Fossils from Australia show animal life on Earth began at least 650 million years ago, 70 million years earlier than previous estimates, Princeton University scientists report.
Princeton geosciences professor Adam Maloof and graduate student Catherine Rose came upon the fossils while researching a massive ice age, known as the “snowball effect,” that left much of the planet covered in ice 635 million years ago. Scientists had thought animal life could not have survived that ice age.
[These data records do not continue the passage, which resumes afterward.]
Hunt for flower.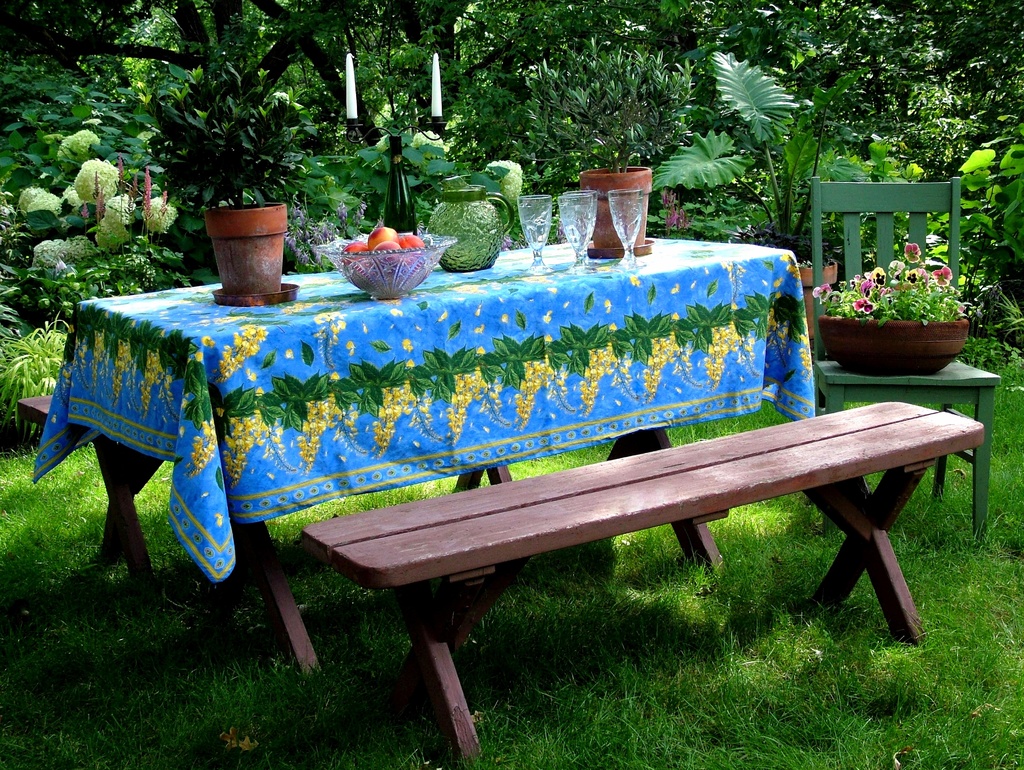
Hunted down at [left=822, top=280, right=840, bottom=297].
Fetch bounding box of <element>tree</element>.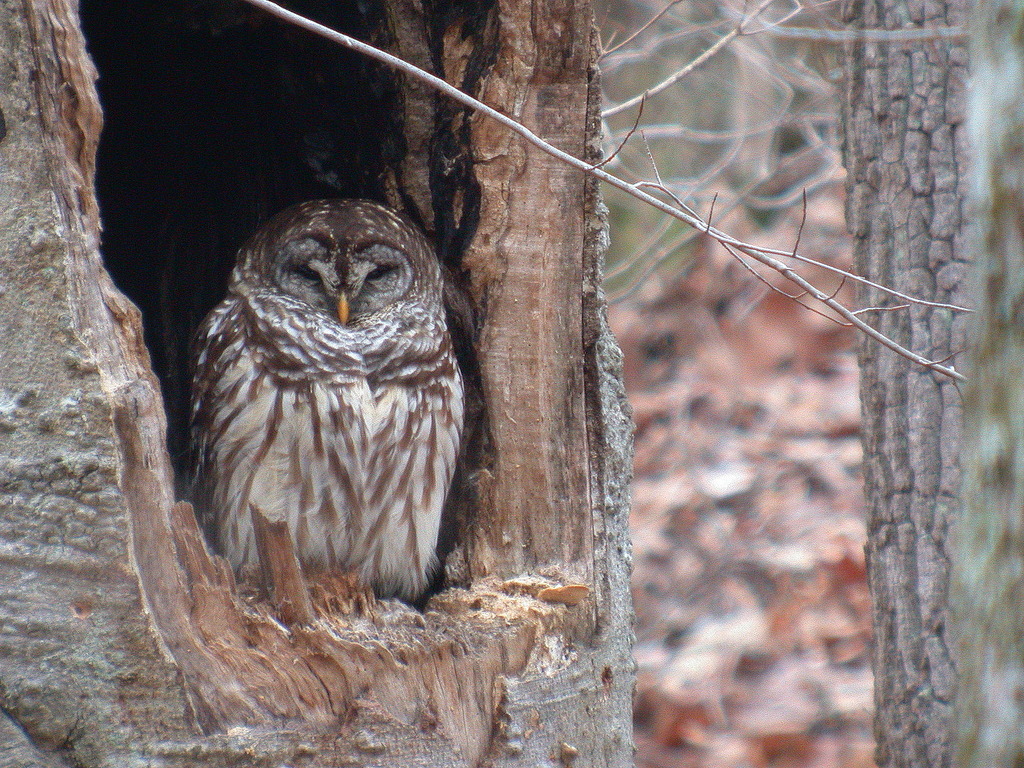
Bbox: select_region(0, 0, 1023, 767).
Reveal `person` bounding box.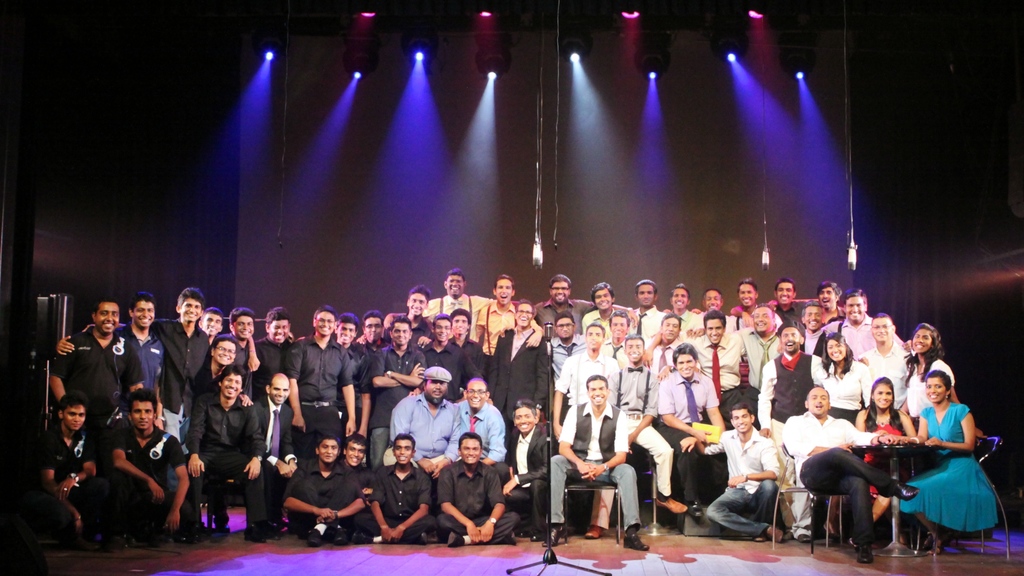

But as they inspected a glacial deposit in south Australia, they found the fossils of the sponge-like ocean reef animals.
“No one was expecting that we would find animals that lived before the ice age, and since animals probably did not evolve twice, we are suddenly confronted with the question of how some relative of these reef-dwelling animals survived the 'snowball Earth,’" Maloof said.
"We were accustomed to finding rocks with embedded mud chips, and at first this is what we thought we were seeing," Maloof said. "But then we noticed these repeated shapes that we were finding everywhere - wishbones, rings, perforated slabs and anvils. … we realized we had stumbled upon some sort of organism.”
The researchers call the animals sponge-like because the fossil record shows them to have a network of internal canals, likely for filtering food from seawater as sponges do. The earliest fossilized record of sponges had been 520 million years ago. The earliest fossils of hard-bodies animals date to 550 million years ago.
The scientists published their findings in the August 17 issue of the journal Nature Geosciences. Their research was sponsored by National Science Foundation's Division of Earth Sciences.